> _WORK TO COMPLETE_
When you reach the line containing "This screenshot has height=646, width=306." in the entries below, start writing out each line exactly, and stop after the line containing "This screenshot has width=791, height=445.".
[Opening RECORDS PROVIDED section]
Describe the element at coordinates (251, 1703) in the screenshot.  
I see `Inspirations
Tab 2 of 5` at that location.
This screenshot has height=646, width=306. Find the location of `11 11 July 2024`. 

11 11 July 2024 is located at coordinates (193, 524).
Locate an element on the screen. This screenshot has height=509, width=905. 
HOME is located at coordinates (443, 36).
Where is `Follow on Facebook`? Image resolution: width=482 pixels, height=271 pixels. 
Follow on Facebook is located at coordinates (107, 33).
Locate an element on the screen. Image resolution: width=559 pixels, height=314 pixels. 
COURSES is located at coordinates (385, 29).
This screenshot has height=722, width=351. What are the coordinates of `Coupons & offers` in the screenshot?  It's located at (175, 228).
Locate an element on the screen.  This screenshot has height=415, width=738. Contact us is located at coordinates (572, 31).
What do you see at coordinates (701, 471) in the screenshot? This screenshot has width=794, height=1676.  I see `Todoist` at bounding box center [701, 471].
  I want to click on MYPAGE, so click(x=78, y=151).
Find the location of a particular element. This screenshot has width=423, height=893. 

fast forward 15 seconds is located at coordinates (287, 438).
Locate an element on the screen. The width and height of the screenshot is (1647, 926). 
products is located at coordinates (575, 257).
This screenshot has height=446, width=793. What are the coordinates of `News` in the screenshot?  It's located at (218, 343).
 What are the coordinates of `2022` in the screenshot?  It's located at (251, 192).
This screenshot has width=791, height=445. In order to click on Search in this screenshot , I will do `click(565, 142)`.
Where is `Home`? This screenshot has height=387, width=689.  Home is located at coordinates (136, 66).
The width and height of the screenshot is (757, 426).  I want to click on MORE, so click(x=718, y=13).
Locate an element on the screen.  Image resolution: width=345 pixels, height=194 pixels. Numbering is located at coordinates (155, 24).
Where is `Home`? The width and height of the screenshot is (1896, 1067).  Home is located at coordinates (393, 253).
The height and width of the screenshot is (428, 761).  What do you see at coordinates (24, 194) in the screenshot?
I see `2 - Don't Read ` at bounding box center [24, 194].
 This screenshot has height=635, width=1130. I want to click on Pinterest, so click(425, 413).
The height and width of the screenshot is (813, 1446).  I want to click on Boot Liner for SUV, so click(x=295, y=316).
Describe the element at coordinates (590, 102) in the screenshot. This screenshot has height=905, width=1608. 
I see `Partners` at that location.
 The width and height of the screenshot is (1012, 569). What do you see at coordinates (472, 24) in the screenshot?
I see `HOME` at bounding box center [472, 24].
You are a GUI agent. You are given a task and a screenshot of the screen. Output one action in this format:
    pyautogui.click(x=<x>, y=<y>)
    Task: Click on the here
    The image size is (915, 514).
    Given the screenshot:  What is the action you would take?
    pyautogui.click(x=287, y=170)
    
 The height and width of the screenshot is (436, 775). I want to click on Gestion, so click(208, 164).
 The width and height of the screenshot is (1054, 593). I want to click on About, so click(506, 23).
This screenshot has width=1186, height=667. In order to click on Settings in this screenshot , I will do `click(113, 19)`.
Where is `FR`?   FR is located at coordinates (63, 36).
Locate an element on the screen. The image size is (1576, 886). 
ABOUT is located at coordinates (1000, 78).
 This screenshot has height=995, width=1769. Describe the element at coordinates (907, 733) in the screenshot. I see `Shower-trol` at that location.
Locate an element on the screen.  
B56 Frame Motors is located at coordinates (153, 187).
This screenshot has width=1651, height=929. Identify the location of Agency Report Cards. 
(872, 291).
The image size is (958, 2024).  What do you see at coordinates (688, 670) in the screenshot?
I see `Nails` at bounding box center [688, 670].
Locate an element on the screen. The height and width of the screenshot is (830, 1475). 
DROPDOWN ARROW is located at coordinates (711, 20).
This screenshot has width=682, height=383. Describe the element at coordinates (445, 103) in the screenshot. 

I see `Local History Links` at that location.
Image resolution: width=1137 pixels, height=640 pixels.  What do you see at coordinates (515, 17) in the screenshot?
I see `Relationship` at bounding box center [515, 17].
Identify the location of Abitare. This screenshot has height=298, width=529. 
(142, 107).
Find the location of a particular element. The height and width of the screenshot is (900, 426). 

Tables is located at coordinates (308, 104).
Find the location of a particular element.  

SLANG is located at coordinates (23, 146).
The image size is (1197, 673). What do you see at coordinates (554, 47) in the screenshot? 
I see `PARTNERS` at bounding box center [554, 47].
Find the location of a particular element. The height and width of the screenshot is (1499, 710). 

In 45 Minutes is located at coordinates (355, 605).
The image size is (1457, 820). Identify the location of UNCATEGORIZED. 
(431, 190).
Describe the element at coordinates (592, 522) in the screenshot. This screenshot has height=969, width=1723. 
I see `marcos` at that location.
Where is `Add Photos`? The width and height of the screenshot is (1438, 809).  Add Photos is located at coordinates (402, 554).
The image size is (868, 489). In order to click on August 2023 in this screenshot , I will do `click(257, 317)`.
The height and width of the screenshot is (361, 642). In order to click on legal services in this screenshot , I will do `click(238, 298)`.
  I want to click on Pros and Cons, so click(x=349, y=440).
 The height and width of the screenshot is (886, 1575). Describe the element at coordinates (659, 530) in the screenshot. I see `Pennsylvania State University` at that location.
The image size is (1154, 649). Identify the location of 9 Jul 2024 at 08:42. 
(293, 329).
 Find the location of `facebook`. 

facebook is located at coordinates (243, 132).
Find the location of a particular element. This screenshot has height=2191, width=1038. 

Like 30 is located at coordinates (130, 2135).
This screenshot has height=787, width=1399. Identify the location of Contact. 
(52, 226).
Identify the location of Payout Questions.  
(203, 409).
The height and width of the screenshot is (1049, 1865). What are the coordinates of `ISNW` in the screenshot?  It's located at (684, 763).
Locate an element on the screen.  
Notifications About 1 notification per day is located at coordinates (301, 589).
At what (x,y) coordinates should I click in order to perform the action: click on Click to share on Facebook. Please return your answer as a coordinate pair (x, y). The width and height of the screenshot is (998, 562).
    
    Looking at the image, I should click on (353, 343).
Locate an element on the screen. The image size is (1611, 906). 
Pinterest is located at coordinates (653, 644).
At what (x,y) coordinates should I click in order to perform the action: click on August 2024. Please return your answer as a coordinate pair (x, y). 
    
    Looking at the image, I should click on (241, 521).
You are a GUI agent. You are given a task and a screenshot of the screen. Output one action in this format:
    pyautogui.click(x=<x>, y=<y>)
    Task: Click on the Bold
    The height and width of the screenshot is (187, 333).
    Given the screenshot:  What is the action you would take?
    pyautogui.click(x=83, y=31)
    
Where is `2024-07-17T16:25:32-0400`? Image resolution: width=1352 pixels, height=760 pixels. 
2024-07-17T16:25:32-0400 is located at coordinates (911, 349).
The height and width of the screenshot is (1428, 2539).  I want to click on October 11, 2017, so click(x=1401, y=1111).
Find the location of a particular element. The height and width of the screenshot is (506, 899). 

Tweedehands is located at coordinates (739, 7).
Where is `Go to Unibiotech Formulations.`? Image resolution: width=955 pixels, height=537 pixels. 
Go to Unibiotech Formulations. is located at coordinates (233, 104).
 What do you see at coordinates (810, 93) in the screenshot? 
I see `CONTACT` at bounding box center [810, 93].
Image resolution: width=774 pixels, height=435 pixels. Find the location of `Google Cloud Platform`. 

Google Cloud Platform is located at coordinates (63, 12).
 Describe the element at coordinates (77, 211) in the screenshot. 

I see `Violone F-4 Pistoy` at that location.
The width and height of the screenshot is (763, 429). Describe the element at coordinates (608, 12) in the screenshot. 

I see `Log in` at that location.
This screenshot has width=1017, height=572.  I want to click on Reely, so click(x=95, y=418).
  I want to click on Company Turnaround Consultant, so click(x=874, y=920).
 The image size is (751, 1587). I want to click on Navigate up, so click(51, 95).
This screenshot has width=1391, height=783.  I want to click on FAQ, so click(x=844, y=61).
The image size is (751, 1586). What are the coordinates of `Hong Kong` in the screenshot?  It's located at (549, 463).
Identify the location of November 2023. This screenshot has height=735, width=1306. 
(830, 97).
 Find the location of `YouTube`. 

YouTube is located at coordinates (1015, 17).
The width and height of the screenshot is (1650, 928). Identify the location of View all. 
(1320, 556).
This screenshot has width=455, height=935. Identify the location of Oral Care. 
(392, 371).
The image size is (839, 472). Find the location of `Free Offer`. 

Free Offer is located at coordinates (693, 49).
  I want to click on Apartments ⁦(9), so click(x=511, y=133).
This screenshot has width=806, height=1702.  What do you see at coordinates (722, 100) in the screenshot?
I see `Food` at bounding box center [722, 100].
[Closing RECORDS PROVIDED section]
> _RESULT_
This screenshot has height=646, width=306. Find the location of `11 11 July 2024`. 

11 11 July 2024 is located at coordinates (193, 524).
Locate an element on the screen. This screenshot has height=509, width=905. 
HOME is located at coordinates (443, 36).
Where is `Follow on Facebook`? Image resolution: width=482 pixels, height=271 pixels. 
Follow on Facebook is located at coordinates (107, 33).
Locate an element on the screen. Image resolution: width=559 pixels, height=314 pixels. 
COURSES is located at coordinates (385, 29).
This screenshot has height=722, width=351. What are the coordinates of `Coupons & offers` in the screenshot?  It's located at (175, 228).
Locate an element on the screen.  This screenshot has height=415, width=738. Contact us is located at coordinates (572, 31).
What do you see at coordinates (701, 471) in the screenshot? This screenshot has width=794, height=1676.  I see `Todoist` at bounding box center [701, 471].
  I want to click on MYPAGE, so click(x=78, y=151).
Find the location of a particular element. This screenshot has width=423, height=893. 

fast forward 15 seconds is located at coordinates (287, 438).
Locate an element on the screen. The width and height of the screenshot is (1647, 926). 
products is located at coordinates (575, 257).
This screenshot has height=446, width=793. What are the coordinates of `News` in the screenshot?  It's located at (218, 343).
 What are the coordinates of `2022` in the screenshot?  It's located at (251, 192).
This screenshot has width=791, height=445. In order to click on Search in this screenshot , I will do `click(565, 142)`.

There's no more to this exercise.